Just off Trafalgar Square at the National Gallery, some detective work is in progress: analyzing masterpieces, their pigment and varnish, to get into the mind of the painter. With infrared cameras and X-rays, it's possible to see right through the cracks. The evidence is all here: if a painter preferred his Muse is a blond, not a brunette, or that a portrait of a man was painted over, and reused as a canvas for another painting.

What the painter has done was to paint this portrait, then turned the canvas through 90 degrees, and painted the genre scene on top. But you can see from the X-ray very clearly the image of this colour underneath. And the reason that registers on the X-ray is it contains an X-ray dent or X-ray opaque pigment called lead white. And lead white blocks the passage of X-rays to the film. And so that then registers as white on the photograph.

What if one of these Lennon brothers didn't want anybody to see this? Why is it important to discover this is behind that painting?

Well, I think it tells you something about the life of that artist, the way their attitudes to painting. And indeed it tells you something about, for instance, 17th century portraiture which we didn't know. So I think discovering more about pictures doesn't harm the reputation of painters at all.

The findings so far are in the National Gallery's new exhibition 'Fakes, Mistakes, and Discoveries.' The touch-ups, the copies, and the forgeries are all on show, even the ones the Gallery itself bought and discovered decades ago they were fake, like this faux Botticelli.

There was a great scandal about the acquisition of this picture. It was bought by a man called Charles Lock Eastlake, who was the keeper of the Gallery at the time. And it really pretty well ended his career at the time. But it was bought by the National Gallery as a painting by Botticelli in 1874, at the same time as this picture of 'Venus and Mars' was bought.

Did the Gallery pay the same amount for each painting or…?

Unfortunately, in the 19th century we paid more for that one, which is interestingly, though, 600 pounds more.
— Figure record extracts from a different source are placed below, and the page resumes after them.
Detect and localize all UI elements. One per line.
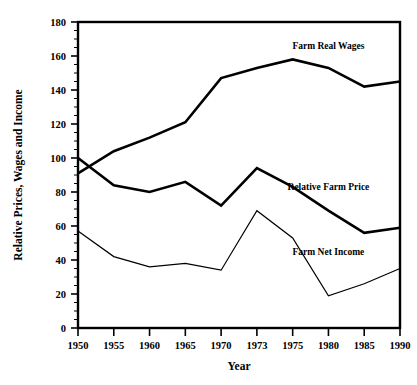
series-annotation-2: Farm Net Income: [293, 247, 365, 257]
y-axis-tick-labels: 020406080100120140160180: [50, 17, 66, 334]
plot-frame: [78, 22, 400, 328]
y-axis-title: Relative Prices, Wages and Income: [12, 89, 25, 260]
y-tick-label: 60: [56, 221, 67, 232]
x-tick-label: 1950: [68, 340, 89, 351]
y-tick-label: 80: [56, 187, 67, 198]
line-chart: 020406080100120140160180 195019551960196…: [0, 0, 417, 385]
y-tick-label: 20: [56, 289, 67, 300]
y-tick-label: 40: [56, 255, 67, 266]
y-tick-label: 160: [50, 51, 66, 62]
x-tick-label: 1960: [139, 340, 160, 351]
x-tick-label: 1965: [175, 340, 196, 351]
chart-container: 020406080100120140160180 195019551960196…: [0, 0, 417, 385]
y-tick-label: 100: [50, 153, 66, 164]
series-line-1: [78, 158, 400, 233]
x-axis-ticks: [78, 328, 400, 336]
y-tick-label: 180: [50, 17, 66, 28]
data-series-group: [78, 59, 400, 295]
series-annotation-0: Farm Real Wages: [292, 41, 364, 51]
x-axis-title: Year: [228, 360, 251, 372]
x-tick-label: 1990: [390, 340, 411, 351]
y-tick-label: 120: [50, 119, 66, 130]
x-tick-label: 1975: [282, 340, 303, 351]
x-tick-label: 1985: [354, 340, 375, 351]
x-tick-label: 1973: [246, 340, 267, 351]
x-tick-label: 1970: [211, 340, 232, 351]
series-annotations-group: Farm Real WagesRelative Farm PriceFarm N…: [288, 41, 370, 257]
series-annotation-1: Relative Farm Price: [288, 182, 370, 192]
y-tick-label: 140: [50, 85, 66, 96]
x-tick-label: 1980: [318, 340, 339, 351]
x-tick-label: 1955: [103, 340, 124, 351]
x-axis-tick-labels: 1950195519601965197019731975198019851990: [68, 340, 411, 351]
series-line-0: [78, 59, 400, 173]
y-tick-label: 0: [61, 323, 66, 334]
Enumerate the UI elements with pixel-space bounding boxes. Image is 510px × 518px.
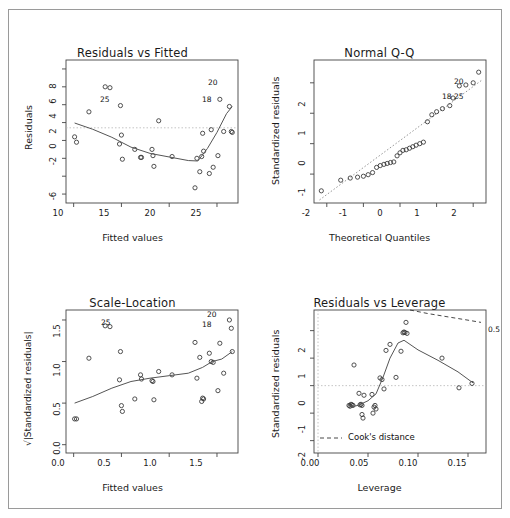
cooks-distance-legend-label: Cook's distance — [348, 432, 415, 442]
outlier-label: 25 — [454, 92, 464, 101]
plot-canvas-3 — [9, 260, 256, 510]
panel-residuals-vs-leverage: Residuals vs Leverage Standardized resid… — [256, 260, 503, 510]
plot-canvas-4 — [256, 260, 503, 510]
panel-normal-qq: Normal Q-Q Standardized residuals Theore… — [256, 10, 503, 260]
outlier-label: 20 — [207, 310, 217, 319]
outlier-label: 20 — [454, 77, 464, 86]
outlier-label: 25 — [100, 95, 110, 104]
panel-scale-location: Scale-Location √|Standardized residuals|… — [9, 260, 256, 510]
figure-frame: Residuals vs Fitted Residuals Fitted val… — [8, 9, 502, 509]
cooks-contour-label: 0.5 — [488, 325, 500, 334]
outlier-label: 25 — [101, 318, 111, 327]
outlier-label: 18 — [442, 92, 452, 101]
outlier-label: 18 — [202, 95, 212, 104]
plot-canvas-1 — [9, 10, 256, 260]
panel-residuals-vs-fitted: Residuals vs Fitted Residuals Fitted val… — [9, 10, 256, 260]
plot-canvas-2 — [256, 10, 503, 260]
outlier-label: 20 — [208, 78, 218, 87]
outlier-label: 18 — [202, 320, 212, 329]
You have the power to change the perception of a painting.

Yes, that's true. And there's a great deal of pleasure in that to be able to say what is correct, one hopes, what is correct about a picture, and to inform people about paintings that they love.

Science can help us understand the evolution of art. So if a picture paints a thousand words, perhaps by unpicking the process, we can learn the whole story.

Ayesha Durgahee, cnn, at the National Gallery in London.